The wreckage of a vehicle lies on the Araya-Kahhale road on October 30, 2024, at the site of an Israeli strike. (AFP)
  • “A van belonging to Hezbollah was targeted in an Israeli strike on the Kahhale road and its driver killed,” the official said

BEIRUT: A Lebanese security official told AFP that an Israeli strike on a Hezbollah van carrying munitions near Beirut killed the driver on Wednesday.
“A van belonging to Hezbollah was targeted in an Israeli strike on the Kahhale road and its driver killed,” the official said, adding that the vehicle was carrying munitions.
The official requested anonymity to discuss sensitive matters.
An AFP correspondent saw a vehicle on fire and said the Kahhale road, which links Beirut to Damascus, had been blocked in both directions.
Lebanon’s official National News Agency (NNA) earlier reported an “enemy drone strike” on a vehicle.
An Israeli strike on a four-wheel-drive vehicle in nearby Qmatiyeh, a village in the Aley district, killed another two people, said the security official, who did not identify the casualties.
Last week, the NNA said an Israeli strike targeting a car on the same highway killed two people.

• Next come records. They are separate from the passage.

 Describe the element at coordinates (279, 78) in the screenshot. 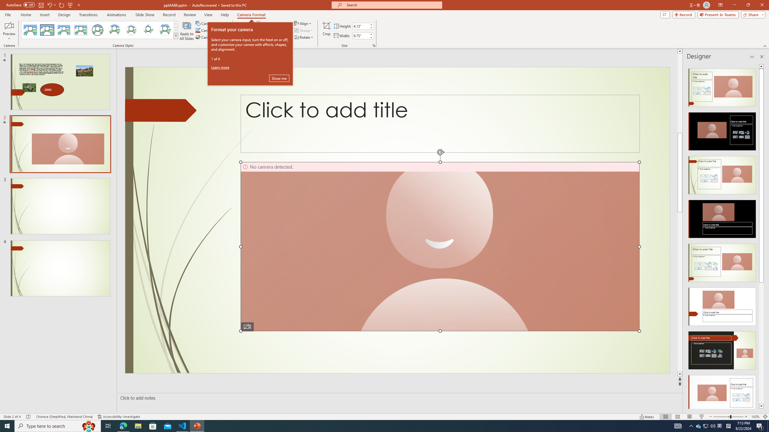

I see `Show me` at that location.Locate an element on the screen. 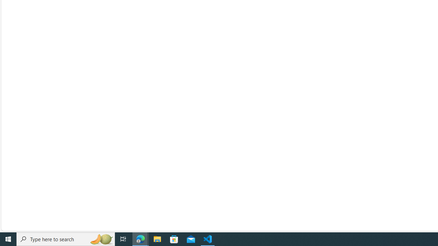 This screenshot has height=246, width=438. Order tracking Microsoft Store is located at coordinates (264, 160).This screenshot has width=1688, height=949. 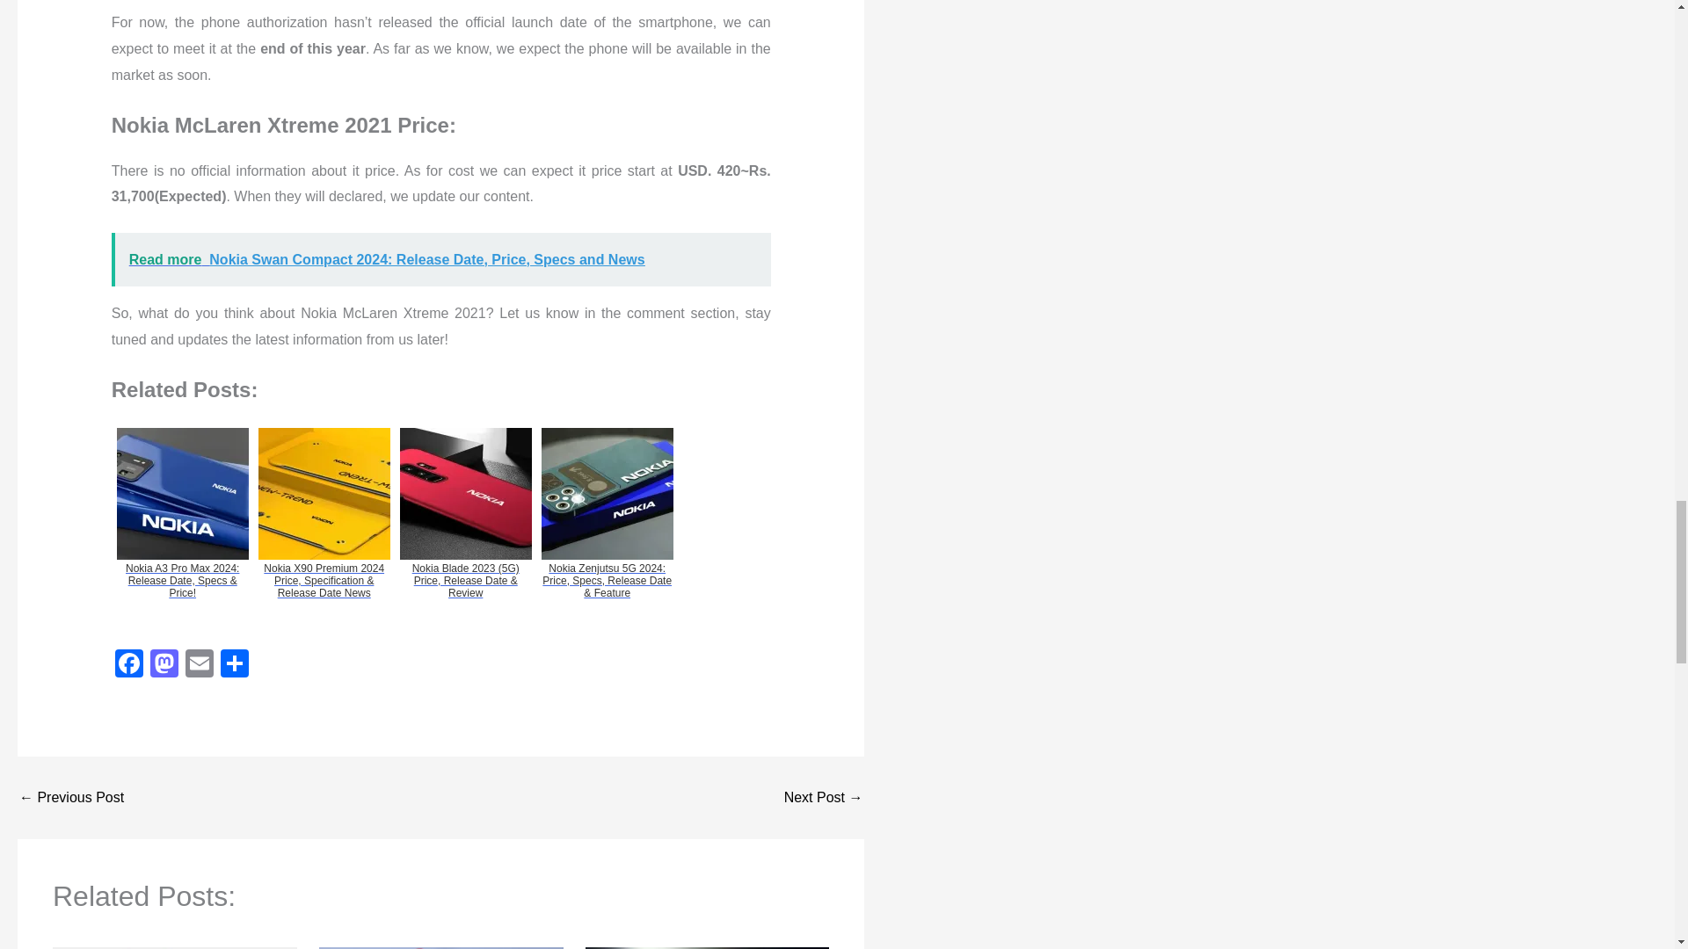 I want to click on Mastodon, so click(x=164, y=665).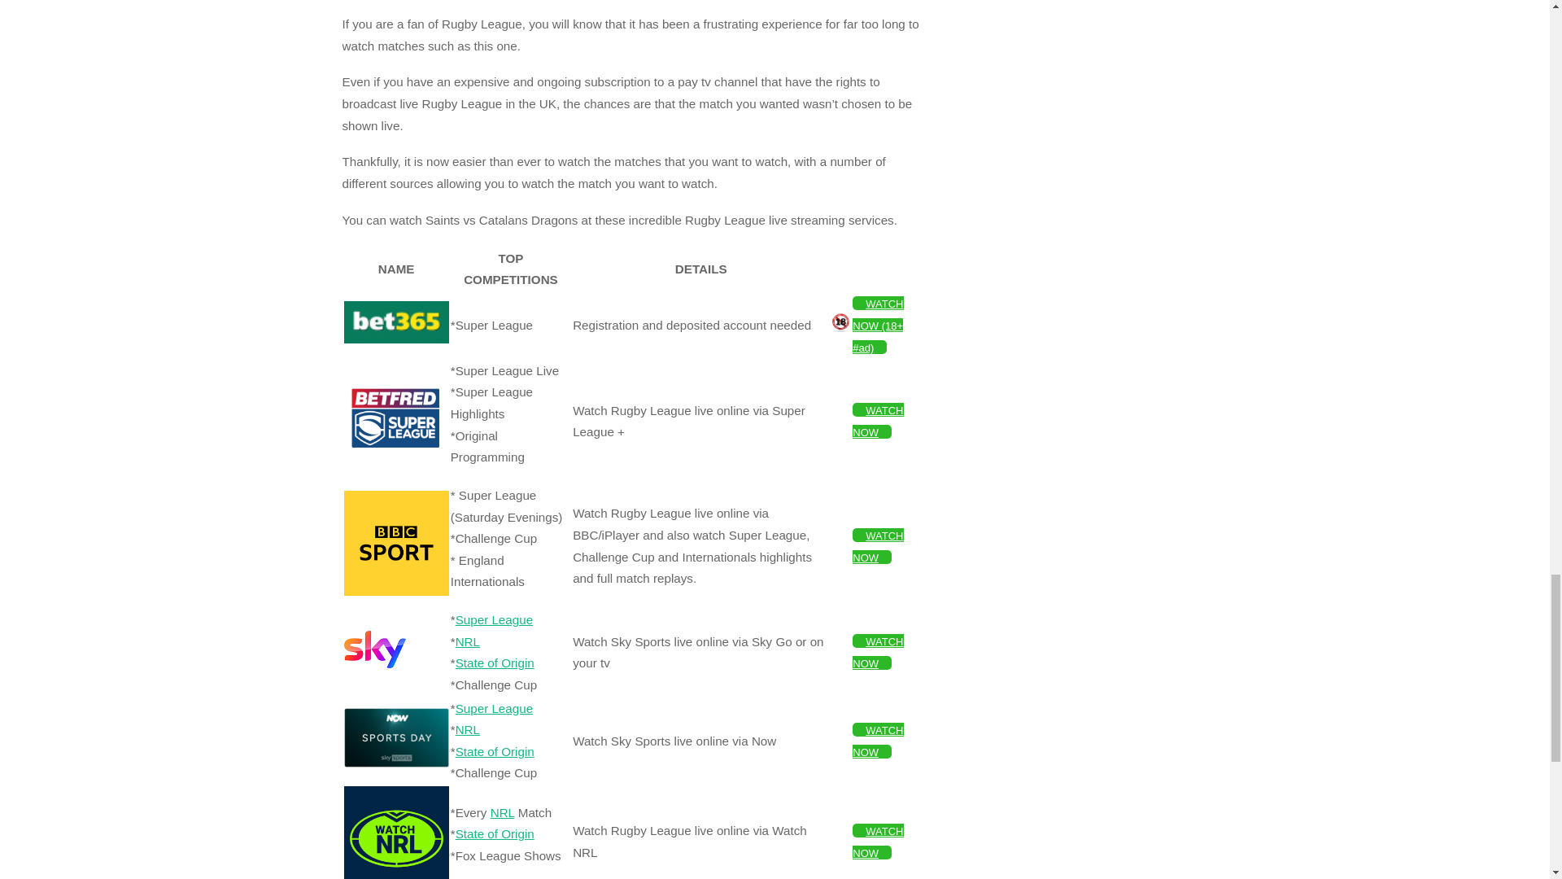  What do you see at coordinates (467, 729) in the screenshot?
I see `NRL` at bounding box center [467, 729]. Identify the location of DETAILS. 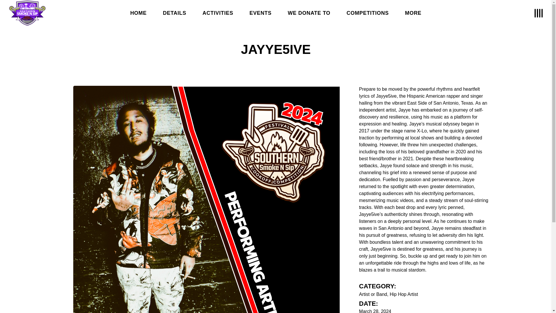
(175, 13).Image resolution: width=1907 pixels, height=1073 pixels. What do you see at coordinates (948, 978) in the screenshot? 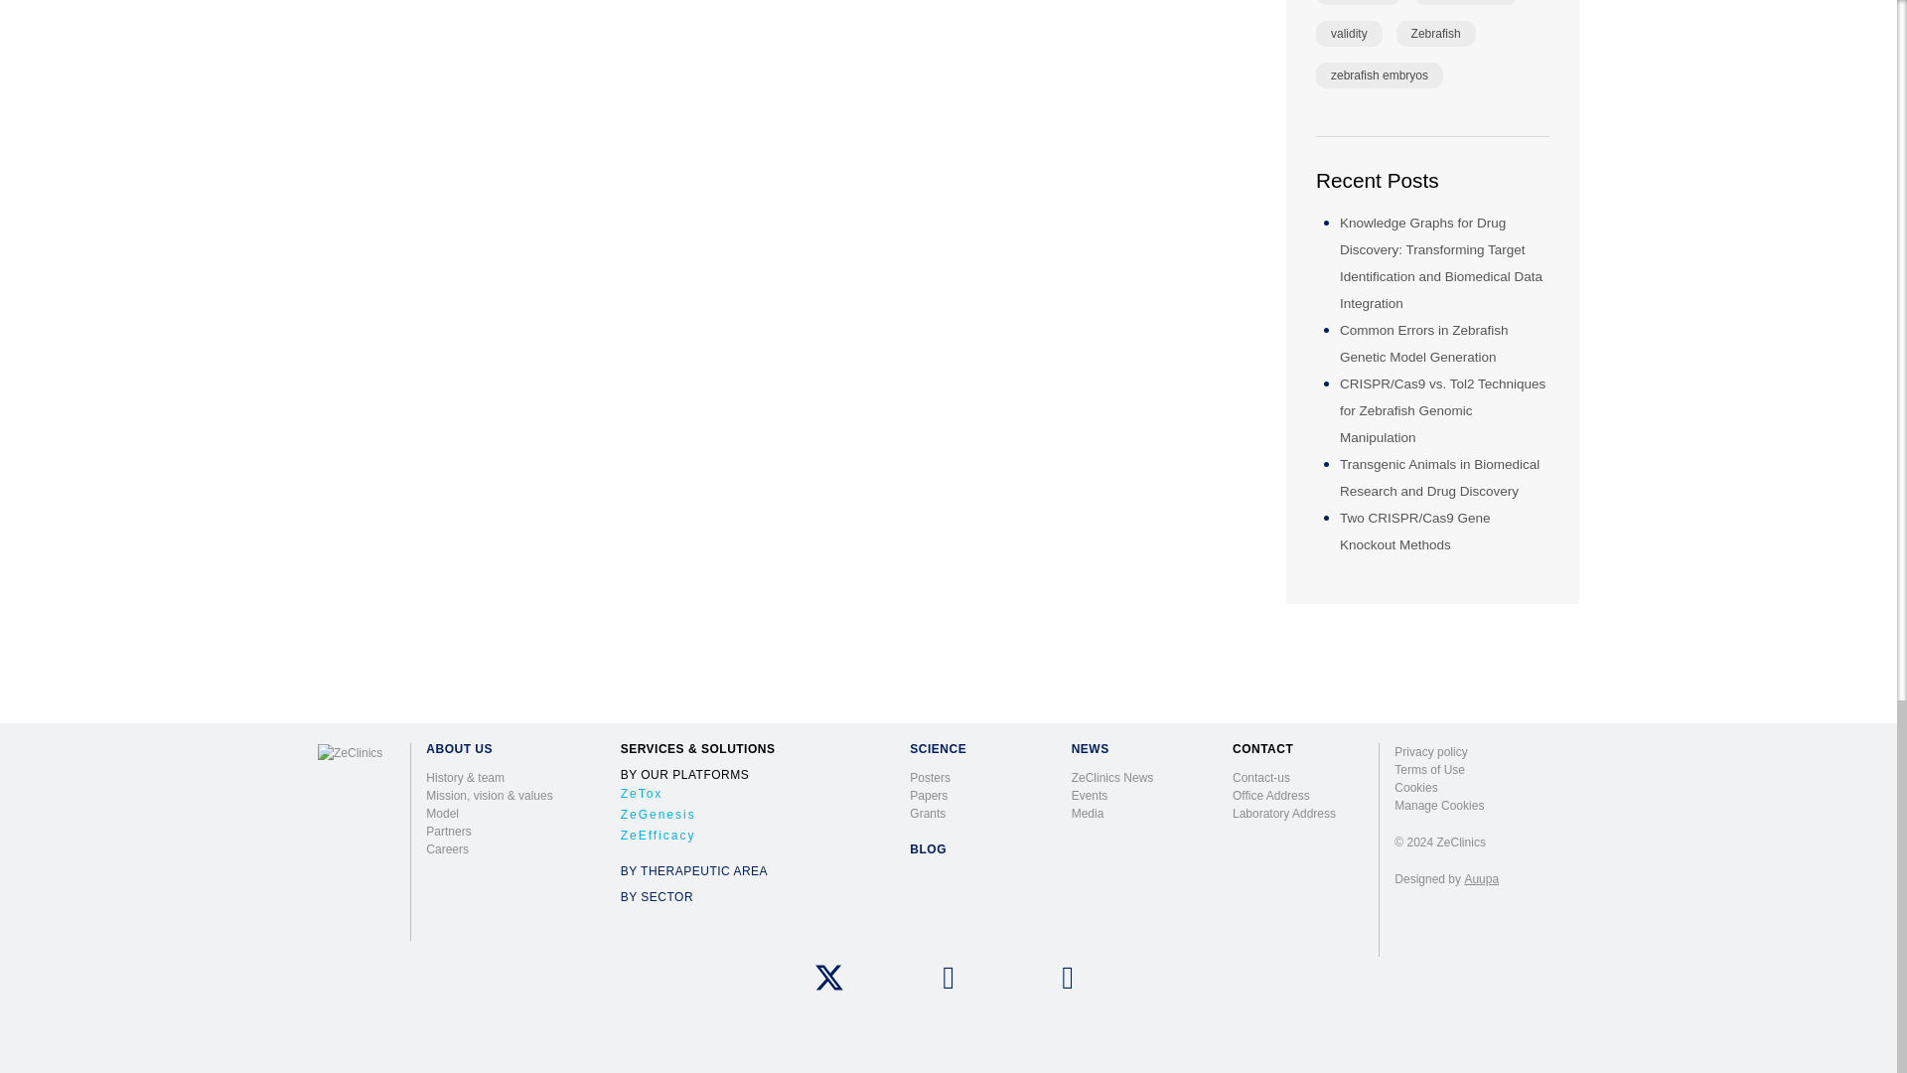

In August 2023, two people were killed in clashes between Hezbollah members and residents of the Christian town of Kahhale, after a truck carrying munitions for the group overturned on the highway.
The war has killed at least 1,754 people in Lebanon since September 23, according to an AFP tally of health ministry figures, though the real number is likely to be higher due to gaps in the data.